Sharp-edged pangs. Dull sore bones. Daily chronic pain: impelling reality of physical and emotional dimensions, diluting attentiveness, diminishing joy and daring the sufferer to chose survival. Pain of any sort drags attentiveness from the world to the self, demands a response, hopes for a relief. And yet it is deeply personal, highly individualized, hard to imagine until it is your own.
Somehow, that makes the current opioid crisis understandable. It explains what science has demonstrated: addiction has a root in the brain, in the processing of life experience. Short term pain enables us to discover strength within; chronic pain instead asks for courage and coping. There are so many ways to cope, but so few to fully articulate the pain itself, and even fewer ways to listen, to hear and be helpful. But in the bright end of the Easter season there is the celebration of the arrival of the Holy Spirit, Pentecost.
Pentecost brings the gifts of the Spirit. And the gifts offer the possibility of reconciling the pain and rigors of living. Loyola Press, a Jesuit ministry, describes the gifts:
“Wisdom helps us recognize the importance of others and the importance of keeping God central in our lives.
Understanding is the ability to comprehend the meaning of God’s message.
Knowledge is the ability to think about and explore God’s revelation, and also to recognize there are mysteries of faith beyond us.
Counsel is the ability to see the best way to follow God’s plan when we have choices that relate to him.
Fortitude is the courage to do what one knows is right.
Piety helps us pray to God in true devotion.
Fear of the Lord is the feeling of amazement before God, who is all-present, and whose friendship we do not want to lose.”
The gifts intimate that there is more going on in daily human experience than we realize, that there are moments of deep need that might not even be recognized as that. In the midst of the suffering of life, there is that measure of the breath of the Spirit, that moment of divine spark, that grappling with something so powerful from the depth of weakness. And more importantly, the gifts impart what is healing and provide tools for navigating the mysteries of life and suffering. The breath of the Spirit makes that possible. It invites belief in what is intangible, begs for the leap that sight may not hold all the answers.
Impossible pain, physical and emotional, are part of life’s ebb and flow. Some are momentary, fleeting. Others are relentless and searing. But always, there are the gifts of the Spirit, waiting to be called on for the ride, like tools for the journey. There is always the breath of the Spirit when breathing itself seems a burden. In so many ways, Penetecost is the answer to the pain of being human.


> Problem to work on:
Repeat the records exactly, with one exception: no images.

(Page and application data records)
# # # # #

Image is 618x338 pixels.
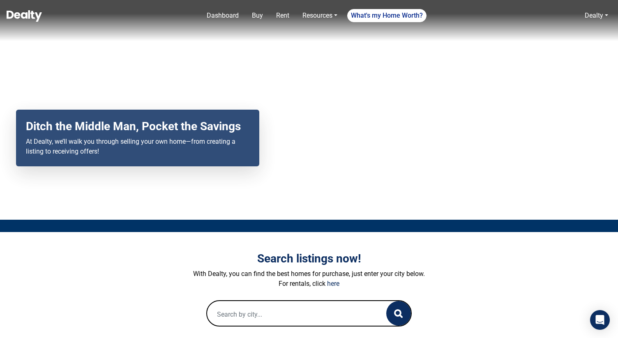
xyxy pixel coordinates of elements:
[327,280,339,288] a: here
[81,269,537,279] p: With Dealty, you can find the best homes for purchase, just enter your city below.
[585,12,603,19] a: Dealty
[299,7,341,24] a: Resources
[203,7,242,24] a: Dashboard
[7,10,42,22] img: Dealty - Buy, Sell & Rent Homes
[590,310,610,330] div: Open Intercom Messenger
[26,137,249,157] p: At Dealty, we’ll walk you through selling your own home—from creating a listing to receiving offers!
[581,7,611,24] a: Dealty
[273,7,293,24] a: Rent
[81,279,537,289] p: For rentals, click
[249,7,266,24] a: Buy
[81,252,537,266] h3: Search listings now!
[26,120,249,134] h2: Ditch the Middle Man, Pocket the Savings
[347,9,426,22] a: What's my Home Worth?
[207,301,370,327] input: Search by city...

# # # # #

> Response box:
Image is 618x338 pixels.
xyxy pixel coordinates of elements:
[327,280,339,288] a: here
[81,269,537,279] p: With Dealty, you can find the best homes for purchase, just enter your city below.
[585,12,603,19] a: Dealty
[299,7,341,24] a: Resources
[203,7,242,24] a: Dashboard
[7,10,42,22] img: Dealty - Buy, Sell & Rent Homes
[590,310,610,330] div: Open Intercom Messenger
[26,137,249,157] p: At Dealty, we’ll walk you through selling your own home—from creating a listing to receiving offers!
[581,7,611,24] a: Dealty
[273,7,293,24] a: Rent
[81,279,537,289] p: For rentals, click
[249,7,266,24] a: Buy
[81,252,537,266] h3: Search listings now!
[26,120,249,134] h2: Ditch the Middle Man, Pocket the Savings
[347,9,426,22] a: What's my Home Worth?
[207,301,370,327] input: Search by city...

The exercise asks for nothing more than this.